As readers of this blog might remember, there is a mode where the firmware (BIOS) is responsible for powering the Thunderbolt controller. This means that if no device is connected to the USB type C port the controller will be physically powered down. The obvious upside is battery savings. The downside is that, for a system in that state, we cannot tell if it has a Thunderbolt controller, nor determine any of its properties, like firmware version. Luckily, there is an interface to tell the firmware (BIOS) to "force-power" the controller. The interface is a write only sysfs attribute. The writes are not reference counted, i.e. two separate commands to enable the force-power state followed by a single disable, will indeed disable the controller. For some time boltd and the firmware update daemon both directly poked that interface. This lead to some interference, leading in turn to strange timing bugs. The canonical example goes like this: fwupd force-powers the controller, uevents will be triggered and Thunderbolt entries appear in sysfs. The boltd daemon will be started via udev+systemd activation. The daemon initializes itself and starts enumerating and probing the Thunderbolt controller. Meanwhile fwupd is done with its thing and cuts the power to the controller. That makes boltd and the controller sad because they were still in the middle of getting to know each other.
To fix this issue, boltd gained a force-power D-Bus API and fwupd in turn gained support for using that new API. No more fighting over the force-power sysfs interface. So far so good. But an unintended side-effect of that change was that now bolt was always being started, indirectly by fwupd via D-Bus activation, even if there was no Thunderbolt controller in the system to begin with. Since the daemon currently does not exit even if there is no Thunderbolt hardware1, you have a system-daemon running, but not doing anything useful. This understandably made some people unhappy (rhbz#1650881, lp#1801796). I recently made a small change to the fwupd, which should do away with this issue: before making a call to boltd, fwupd now itself checks if the force-power facility is present. If not, don't bother asking boltd and starting it in the process. The change is included in fwupd 1.3.3. Now both machine and people should be happy, I hope.
Footnotes:
- That is a complicated story that needs new systemd features. See #92 for the interesting technical details.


§ **Task requirements**
Look through the data that follows and copy each line with the string "días".
****
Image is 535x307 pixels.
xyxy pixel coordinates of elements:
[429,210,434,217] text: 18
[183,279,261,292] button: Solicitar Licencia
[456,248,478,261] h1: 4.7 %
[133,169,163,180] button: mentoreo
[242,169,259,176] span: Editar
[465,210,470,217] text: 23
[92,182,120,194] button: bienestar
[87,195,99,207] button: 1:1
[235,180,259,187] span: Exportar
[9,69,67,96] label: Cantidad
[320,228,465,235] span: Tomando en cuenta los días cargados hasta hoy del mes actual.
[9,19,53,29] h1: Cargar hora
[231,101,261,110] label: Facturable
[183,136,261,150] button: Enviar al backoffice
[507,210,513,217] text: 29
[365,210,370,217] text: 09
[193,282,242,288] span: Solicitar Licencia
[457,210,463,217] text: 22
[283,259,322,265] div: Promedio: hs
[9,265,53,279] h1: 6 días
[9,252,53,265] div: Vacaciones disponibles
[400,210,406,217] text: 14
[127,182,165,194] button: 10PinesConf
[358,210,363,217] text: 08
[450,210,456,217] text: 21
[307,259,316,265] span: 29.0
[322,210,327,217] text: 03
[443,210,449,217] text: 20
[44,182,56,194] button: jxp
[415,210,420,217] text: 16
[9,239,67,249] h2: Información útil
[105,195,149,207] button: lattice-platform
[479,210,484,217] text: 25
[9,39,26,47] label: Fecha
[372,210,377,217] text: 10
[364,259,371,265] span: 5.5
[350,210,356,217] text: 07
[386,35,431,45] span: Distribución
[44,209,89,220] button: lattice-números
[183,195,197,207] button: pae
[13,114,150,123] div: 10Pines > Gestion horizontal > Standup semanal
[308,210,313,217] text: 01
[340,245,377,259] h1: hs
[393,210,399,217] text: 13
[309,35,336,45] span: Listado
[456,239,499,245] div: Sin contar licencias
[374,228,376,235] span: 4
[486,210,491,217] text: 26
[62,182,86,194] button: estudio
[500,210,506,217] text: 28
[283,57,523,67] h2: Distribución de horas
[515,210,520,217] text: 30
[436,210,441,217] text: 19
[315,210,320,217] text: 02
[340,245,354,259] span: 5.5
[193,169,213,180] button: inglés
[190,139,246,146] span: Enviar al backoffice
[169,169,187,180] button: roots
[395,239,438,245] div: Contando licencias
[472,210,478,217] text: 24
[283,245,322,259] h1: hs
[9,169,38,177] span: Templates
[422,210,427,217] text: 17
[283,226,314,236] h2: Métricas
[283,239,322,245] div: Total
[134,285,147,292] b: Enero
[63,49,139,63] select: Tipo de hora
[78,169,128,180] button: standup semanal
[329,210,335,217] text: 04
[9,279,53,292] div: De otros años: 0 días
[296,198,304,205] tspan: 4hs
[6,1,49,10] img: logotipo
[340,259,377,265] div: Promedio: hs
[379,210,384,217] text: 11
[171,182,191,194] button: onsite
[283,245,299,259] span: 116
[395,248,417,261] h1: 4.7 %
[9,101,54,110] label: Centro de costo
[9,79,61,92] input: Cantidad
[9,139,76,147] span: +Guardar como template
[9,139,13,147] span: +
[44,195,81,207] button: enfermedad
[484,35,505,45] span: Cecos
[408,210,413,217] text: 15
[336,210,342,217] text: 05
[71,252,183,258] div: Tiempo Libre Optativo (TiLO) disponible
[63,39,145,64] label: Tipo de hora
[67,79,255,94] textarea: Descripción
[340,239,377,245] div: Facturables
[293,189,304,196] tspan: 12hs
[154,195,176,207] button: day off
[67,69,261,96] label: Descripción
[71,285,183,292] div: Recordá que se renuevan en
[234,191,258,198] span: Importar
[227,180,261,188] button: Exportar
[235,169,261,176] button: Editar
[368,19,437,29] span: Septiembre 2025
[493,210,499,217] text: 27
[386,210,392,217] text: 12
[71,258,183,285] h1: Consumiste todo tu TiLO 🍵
****
§ **Answer for the task**
[320,228,465,235] span: Tomando en cuenta los días cargados hasta hoy del mes actual.
[9,265,53,279] h1: 6 días
[9,279,53,292] div: De otros años: 0 días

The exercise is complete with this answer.